Eden’s Work
Tracing Hidden structures Across music, culture and human systems.
Eden Chen is a pianist whose explores the diverse ways human beings create and sustain meaning. He is a Young Steinway Artist, and has performed on world stages including Stern Auditorium in Carnegie Hall, Pritzker Pavilion, and Wigmore Hall.
“fluid performances and fingers that dance upon, rather than play, the piano” (Leeds Living).
In 2025–26, Eden makes his orchestral debut performing Liszt’s Malediction at Carnegie Hall with the Chamber Orchestra of New York. He returned as Artist-in-Residence at the Banff Centre, performed in Geneva and Easton under Gabriela Montero’s curation and mentorship, and was invited to perform in a series at Istanbul’s Atatürk Cultural Center, broadcast nationally in Turkey.
Eden’s artistry synthesizes the fragments of modern life into sound worlds that restore wonder to everyday experience. His upcoming album, Sols Interlinked, is inspired by Solaris and Blade Runner, pairing Ravel’s Le Tombeau de Couperin with original piano arrangements of Ryuichi Sakamoto. The project reflects on memory and transformation: how the past changes because we can revisit it using only the language we have today. In Paradise Lost, Eden reimagines Milton’s myth through Liszt’s Sonata and surrealist art by Pablo Auladell, illuminating universal threads of despair and hope that connect life and art across centuries. He curated poetry by Bert Meyers for Lullaby & Signature, jazz-inspired songs that meditate on technology, decay, and the persistence of human agency. Eden debuted these pieces at the Kennedy Center.
Beyond performance, Eden’s leadership extends his artistic vision into systems that connect and sustain culture. As founder and executive director of the Goldfinch Initiative, he builds healthcare access for performing artists - a model for how creative and economic structures can sustain one another. His work has been featured by The Violin Channel and benefited prizewinners of the Chopin and Leeds competitions. Eden also served as a foreign technical expert to the Saudi Music Commission, advising on the curriculum of the country’s first national music education program and teaching members of the royal family. In a country where music was banned until 2016, he engaged in vital cultural exchange by introducing formal Western classical music training while studying Arabic music from Saudi masters. His work continued even amid regional unrest, requiring careful coordination across diplomatic and cultural lines to ensure the program’s success.
Educated at The Juilliard School, where he earned his Bachelor’s degree under Hung-Kuan Chen, Eden was awarded the school’s Career Advancement Fellowship, its highest commencement honor. He is alum of the Lang Lang International Music Foundation, and was identified by the Belgian American Educational Foundation Fellowship as an outstanding candidate to promote US-Belgian cultural exchange at the Queen Elisabeth Music Chapel. Eden pursues international business and diplomacy studies at Columbia University, continuing to expand his understanding of how cultural and material frameworks can reinforce rather than erode each other.
Across all his work - from the concert stage to cultural institutions - he is guided by one question:
How can music connect people and build more meaningful lives?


• **Exercise**: What is the number of lines in the entries that contain the word "mins"? Reply with that number only.
--- Supplied material ---
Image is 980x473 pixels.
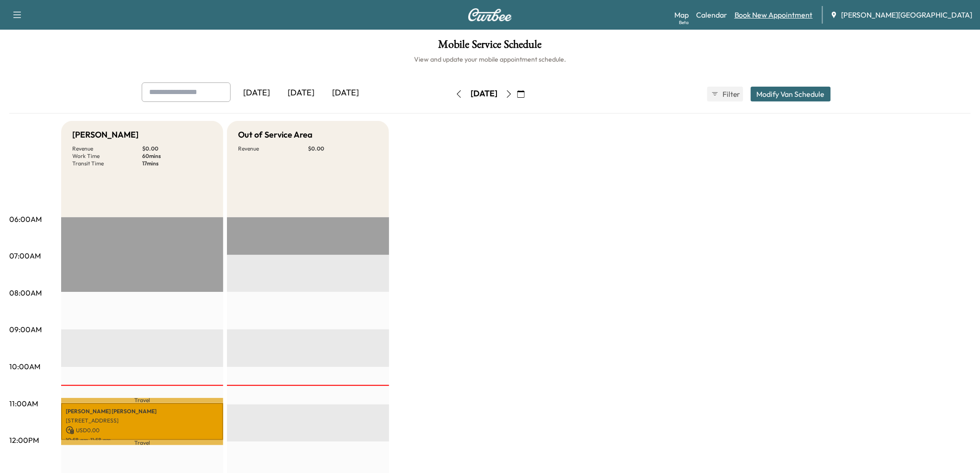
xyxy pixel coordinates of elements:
[9,55,971,64] h6: View and update your mobile appointment schedule.
[66,417,219,424] p: [STREET_ADDRESS]
[470,88,497,99] div: [DATE]
[9,398,38,409] p: 11:00AM
[142,160,212,167] p: 17 mins
[235,83,278,104] div: [DATE]
[61,440,223,446] p: Travel
[238,128,312,141] h5: Out of Service Area
[696,9,727,21] a: Calendar
[841,9,973,21] span: [PERSON_NAME][GEOGRAPHIC_DATA]
[66,427,219,435] p: USD 0.00
[735,9,812,21] a: Book New Appointment
[679,19,688,26] div: Beta
[9,287,41,299] p: 08:00AM
[66,437,219,444] p: 10:58 am - 11:58 am
[142,145,212,152] p: $ 0.00
[72,145,142,152] p: Revenue
[323,83,368,104] div: [DATE]
[9,251,40,261] p: 07:00AM
[61,398,223,404] p: Travel
[308,145,378,152] p: $ 0.00
[9,435,39,446] p: 12:00PM
[72,152,142,160] p: Work Time
[9,213,41,225] p: 06:00AM
[9,324,41,335] p: 09:00AM
[674,9,688,21] a: MapBeta
[9,39,971,55] h1: Mobile Service Schedule
[238,145,308,152] p: Revenue
[142,152,212,160] p: 60 mins
[72,128,139,141] h5: [PERSON_NAME]
[707,87,743,102] button: Filter
[66,408,219,415] p: [PERSON_NAME] [PERSON_NAME]
[278,83,323,104] div: [DATE]
[468,8,512,22] img: Curbee Logo
[722,88,739,99] span: Filter
[72,160,142,167] p: Transit Time
[9,361,40,372] p: 10:00AM
[750,87,830,102] button: Modify Van Schedule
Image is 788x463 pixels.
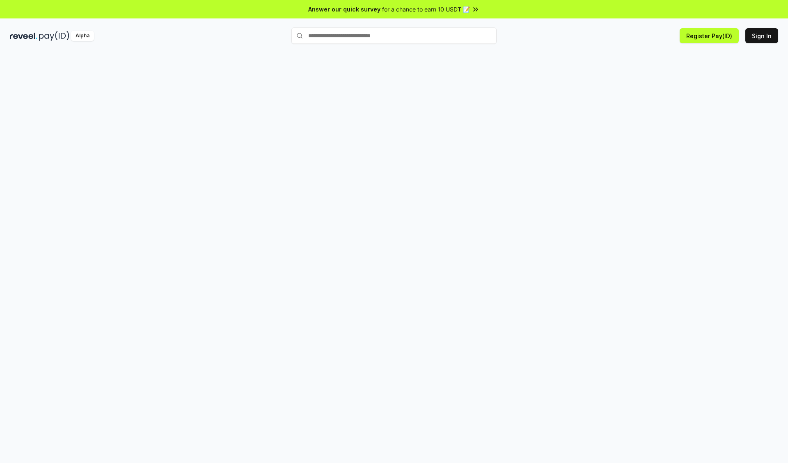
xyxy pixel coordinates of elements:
span: Answer our quick survey [308,5,380,14]
span: for a chance to earn 10 USDT 📝 [382,5,470,14]
button: Register Pay(ID) [679,28,739,43]
button: Sign In [745,28,778,43]
div: Alpha [71,31,94,41]
img: pay_id [39,31,69,41]
img: reveel_dark [10,31,37,41]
---
• **Completed task**: 2